Source records:
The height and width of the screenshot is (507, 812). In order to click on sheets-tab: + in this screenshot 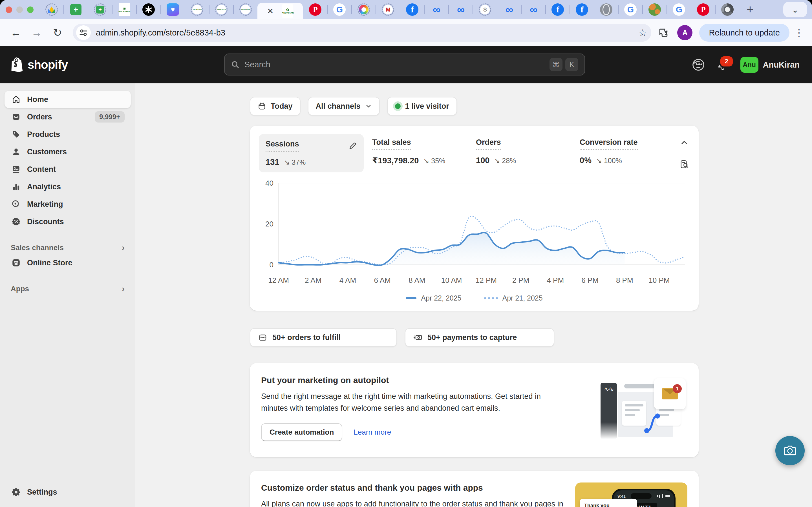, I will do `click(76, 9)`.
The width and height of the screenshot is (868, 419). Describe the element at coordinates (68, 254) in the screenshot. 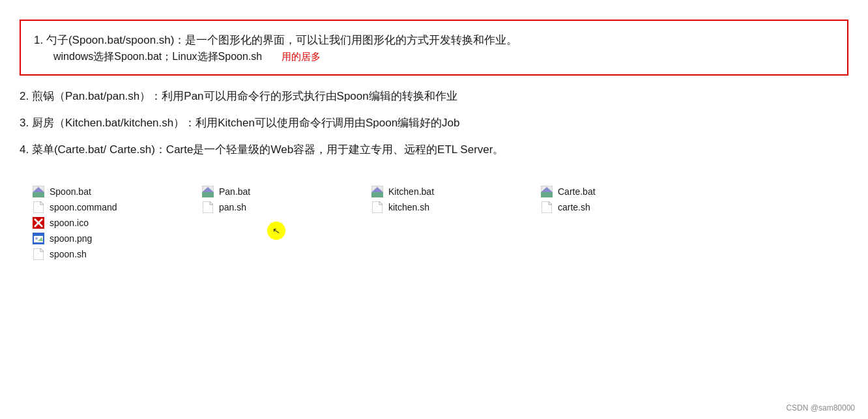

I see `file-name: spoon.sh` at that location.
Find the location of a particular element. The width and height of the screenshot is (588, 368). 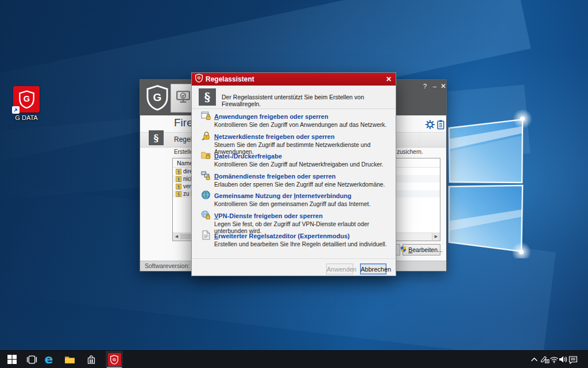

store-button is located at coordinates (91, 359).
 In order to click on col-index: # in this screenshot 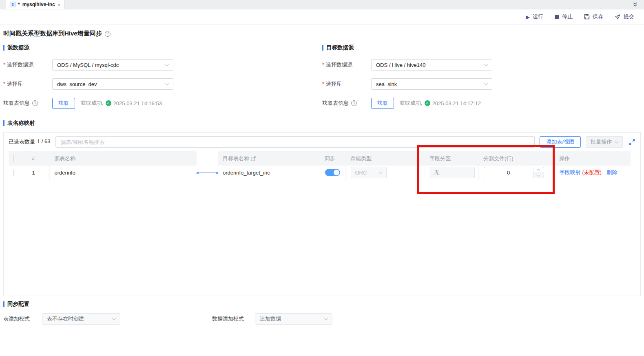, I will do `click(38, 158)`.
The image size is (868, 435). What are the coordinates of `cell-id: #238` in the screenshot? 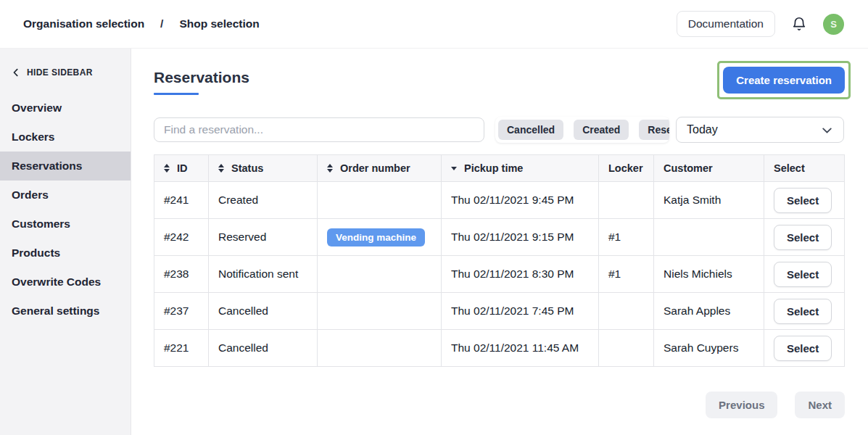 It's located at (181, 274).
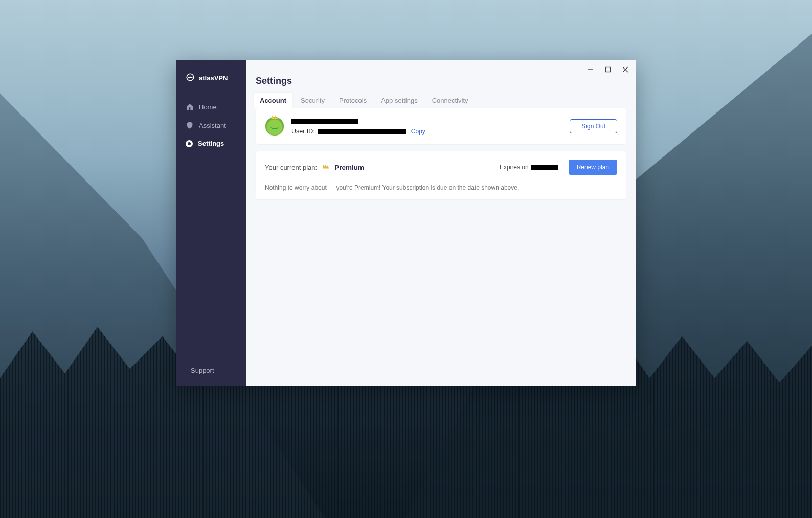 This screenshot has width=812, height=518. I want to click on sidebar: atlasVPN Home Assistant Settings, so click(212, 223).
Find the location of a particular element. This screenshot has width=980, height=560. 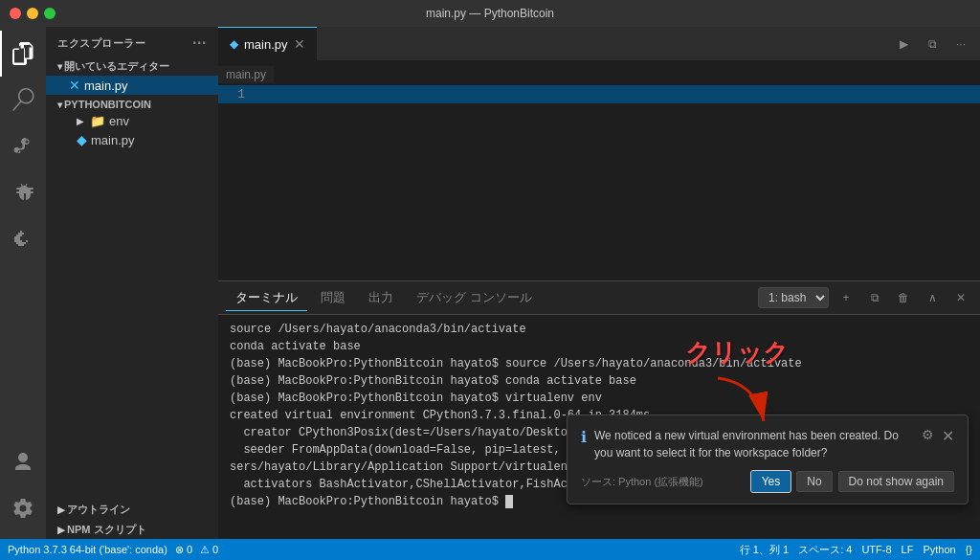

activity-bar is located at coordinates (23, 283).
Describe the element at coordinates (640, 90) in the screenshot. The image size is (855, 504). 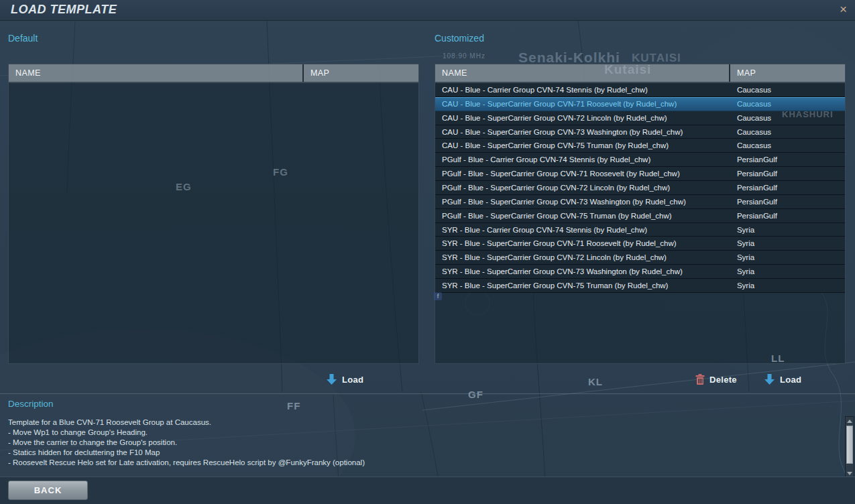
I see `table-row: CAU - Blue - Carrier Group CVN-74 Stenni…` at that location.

PROBLEM DESCRIPTION: Your task is to retype the lines running from the one that contains "Find the location of a particular element. This" through the end of the records, and nothing else. Pictures are not part of the copy.

EXERCISE RESULT:
Find the location of a particular element. This screenshot has width=980, height=560. 

activity-bar is located at coordinates (23, 283).
Describe the element at coordinates (640, 90) in the screenshot. The image size is (855, 504). 
I see `table-row: CAU - Blue - Carrier Group CVN-74 Stenni…` at that location.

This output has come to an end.